Why We Oppose the House Ag Committee Chairman’s 2018 Farm Bill
Thanks to Stephen Knight, Director of Policy at the Alameda County Community Food Bank, for this clear synopsis of the proposed Farm Bill’s cuts to SNAP (or food stamps, and in California, CalFresh).
Understanding the SNAP Proposals in the House Agriculture Committee’s Farm Bill
The 2018 Farm Bill passed by the House Agriculture Committee would increase hunger and hardship by taking away or cutting food assistance for many struggling Americans, including parents raising kids, people with disabilities, older workers, low-wage workers, and people temporarily in between jobs. Coming just four months after a tax-cut bill that will cost $1.9 trillion over 10 years and lavish tax cuts on wealthy individuals and large, profitable corporations, the SNAP proposals would further widen the nation’s economic divide.
The main SNAP changes in the bill are:
1. Big cuts in SNAP benefits, particularly for low-income working families with children.
Chairman Conaway’s bill would restrict a state option known as “categorical eligibility,” which allows states to adjust income cutoffs so that working families don’t abruptly lose their SNAP benefits when they earn slightly more than the federal eligibility cutoff of 130 percent of the federal poverty level. This change essentially reimposes a benefit cliff in 31 states that currently use this option. Hundreds of thousands of working households would lose their SNAP benefits.
Another benefit cut would come from requiring millions of low-income households who participate in LIHEAP (all except the elderly) to provide their utility bills to the SNAP office. Historically, these households have been able to use their participation in LIHEAP as proof of their utility expenses, thereby allowing them to claim utility expenses without extra paperwork.
2. Sweeping, aggressive new work requirements that would likely prove unworkable and do substantially more harm than good, fueling increases in hunger and poverty.
The bill would take away food assistance from SNAP participants between ages 18 and 59 who aren’t seriously disabled or raising a child under 6 unless they demonstrate each month that they’re working at least 20 hours a week or are participating at least 20 hours a week in a work program. These provisions would force states to develop large new bureaucracies to track the work hours and exemption status every month for roughly 6 to 8 million people who may be subject to the work requirements (including those already working, who would have to regularly document their work hours). The bill also makes it harder for states to apply for waivers from these work requirements for areas of their state with high unemployment.
Chairman Conaway argues that states would be required to provide work-program slots to everyone who isn’t exempt and can’t find at least 20 hours a week of work on their own, and that these individuals would receive employment-related services to improve their employability. Funding, however, is woefully inadequate to provide real training. The bill provides only $30 per person per month for states to implement these work programs. Experience suggests that these provisions would leave substantial numbers of low-income people who have various barriers to employment with neither earnings nor food assistance.
3. A reversal of decades of bipartisan progress to streamline and modernize SNAP
By imposing new state mandates and rolling back state flexibility, the House Agriculture Committee Farm Bill reverses the deliberate, bipartisan effort in previous Farm Bills to streamline and modernize program operations and administration of SNAP to ensure that eligible families can access food assistance during times of need. These changes will create unnecessary red tape and paperwork, making it harder for states to administer the program and making it more difficult for struggling families, particularly working families, to access SNAP.
These harmful changes outweigh any effort in the bill to make small policy improvements, such as raising the share of earnings that are deducted in determining a household’s benefit level from 20 to 22 percent.
Overall, this Farm Bill represents a missed opportunity to work on a bipartisan basis to strengthen SNAP and to make meaningful investments in job training and education programs that would provide low-wage workers with the opportunity to move up the economic ladder. Even worse, this approach will jeopardize the historically bipartisan Farm Bill and put critical nutrition programs and rural communities at risk.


■ Your task ■
Check each line of the listing below for the string "column", and copy the ones that have it.

#### Available records ####

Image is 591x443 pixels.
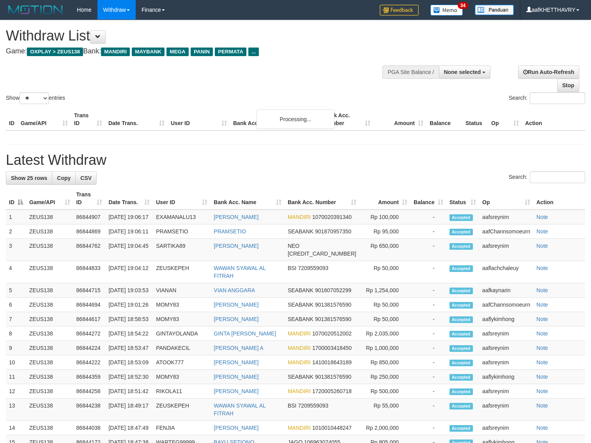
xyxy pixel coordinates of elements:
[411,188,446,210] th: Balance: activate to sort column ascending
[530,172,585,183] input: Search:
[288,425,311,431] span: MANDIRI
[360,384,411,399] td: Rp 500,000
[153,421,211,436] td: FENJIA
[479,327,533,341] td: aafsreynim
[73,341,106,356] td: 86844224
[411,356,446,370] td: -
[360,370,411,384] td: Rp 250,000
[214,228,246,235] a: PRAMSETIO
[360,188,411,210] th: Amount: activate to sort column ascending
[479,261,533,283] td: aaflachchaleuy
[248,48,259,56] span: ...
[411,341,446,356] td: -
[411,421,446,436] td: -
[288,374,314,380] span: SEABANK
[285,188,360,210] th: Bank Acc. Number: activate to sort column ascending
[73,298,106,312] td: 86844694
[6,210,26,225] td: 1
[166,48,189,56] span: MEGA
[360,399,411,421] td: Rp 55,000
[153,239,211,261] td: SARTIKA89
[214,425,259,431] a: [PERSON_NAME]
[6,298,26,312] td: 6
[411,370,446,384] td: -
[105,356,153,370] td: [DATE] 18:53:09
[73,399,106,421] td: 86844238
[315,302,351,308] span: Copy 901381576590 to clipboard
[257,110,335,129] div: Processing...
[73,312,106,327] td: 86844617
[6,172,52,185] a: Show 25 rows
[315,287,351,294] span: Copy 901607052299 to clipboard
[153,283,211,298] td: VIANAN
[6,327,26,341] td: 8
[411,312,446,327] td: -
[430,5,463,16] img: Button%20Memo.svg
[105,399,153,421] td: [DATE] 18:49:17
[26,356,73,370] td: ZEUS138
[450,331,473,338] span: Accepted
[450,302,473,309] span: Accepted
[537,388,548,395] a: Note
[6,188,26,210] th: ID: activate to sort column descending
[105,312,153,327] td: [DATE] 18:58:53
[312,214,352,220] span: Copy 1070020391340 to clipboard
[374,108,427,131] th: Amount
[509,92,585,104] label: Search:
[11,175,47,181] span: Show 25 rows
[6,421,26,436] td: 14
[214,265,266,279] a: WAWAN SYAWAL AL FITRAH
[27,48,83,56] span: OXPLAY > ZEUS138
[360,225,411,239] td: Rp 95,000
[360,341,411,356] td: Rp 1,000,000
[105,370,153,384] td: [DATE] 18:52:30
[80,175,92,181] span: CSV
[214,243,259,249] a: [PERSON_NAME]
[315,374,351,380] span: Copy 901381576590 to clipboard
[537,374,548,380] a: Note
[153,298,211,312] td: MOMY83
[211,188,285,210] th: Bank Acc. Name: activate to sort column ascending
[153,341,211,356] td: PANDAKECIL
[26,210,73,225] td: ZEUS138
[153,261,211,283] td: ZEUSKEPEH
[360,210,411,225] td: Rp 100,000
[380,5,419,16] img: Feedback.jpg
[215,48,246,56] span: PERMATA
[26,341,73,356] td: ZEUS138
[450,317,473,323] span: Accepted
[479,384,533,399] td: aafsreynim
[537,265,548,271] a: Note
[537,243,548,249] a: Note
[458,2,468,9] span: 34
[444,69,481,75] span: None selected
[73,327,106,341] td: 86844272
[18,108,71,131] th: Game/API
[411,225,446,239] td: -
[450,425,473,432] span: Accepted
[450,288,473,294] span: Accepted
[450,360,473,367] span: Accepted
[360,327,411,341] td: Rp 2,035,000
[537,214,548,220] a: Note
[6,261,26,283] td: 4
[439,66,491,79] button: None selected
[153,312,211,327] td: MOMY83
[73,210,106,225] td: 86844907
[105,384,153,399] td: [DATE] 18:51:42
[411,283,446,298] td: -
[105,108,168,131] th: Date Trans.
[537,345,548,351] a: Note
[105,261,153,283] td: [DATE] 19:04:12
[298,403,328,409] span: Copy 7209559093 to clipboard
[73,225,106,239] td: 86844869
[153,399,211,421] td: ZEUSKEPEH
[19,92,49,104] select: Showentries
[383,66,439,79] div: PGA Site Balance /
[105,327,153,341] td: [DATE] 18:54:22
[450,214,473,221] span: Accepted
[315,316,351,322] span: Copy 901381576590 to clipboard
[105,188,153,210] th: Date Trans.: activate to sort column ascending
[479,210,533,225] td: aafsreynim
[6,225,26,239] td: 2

####

■ Reply ■
[411,188,446,210] th: Balance: activate to sort column ascending
[360,188,411,210] th: Amount: activate to sort column ascending
[285,188,360,210] th: Bank Acc. Number: activate to sort column ascending
[6,188,26,210] th: ID: activate to sort column descending
[211,188,285,210] th: Bank Acc. Name: activate to sort column ascending
[105,188,153,210] th: Date Trans.: activate to sort column ascending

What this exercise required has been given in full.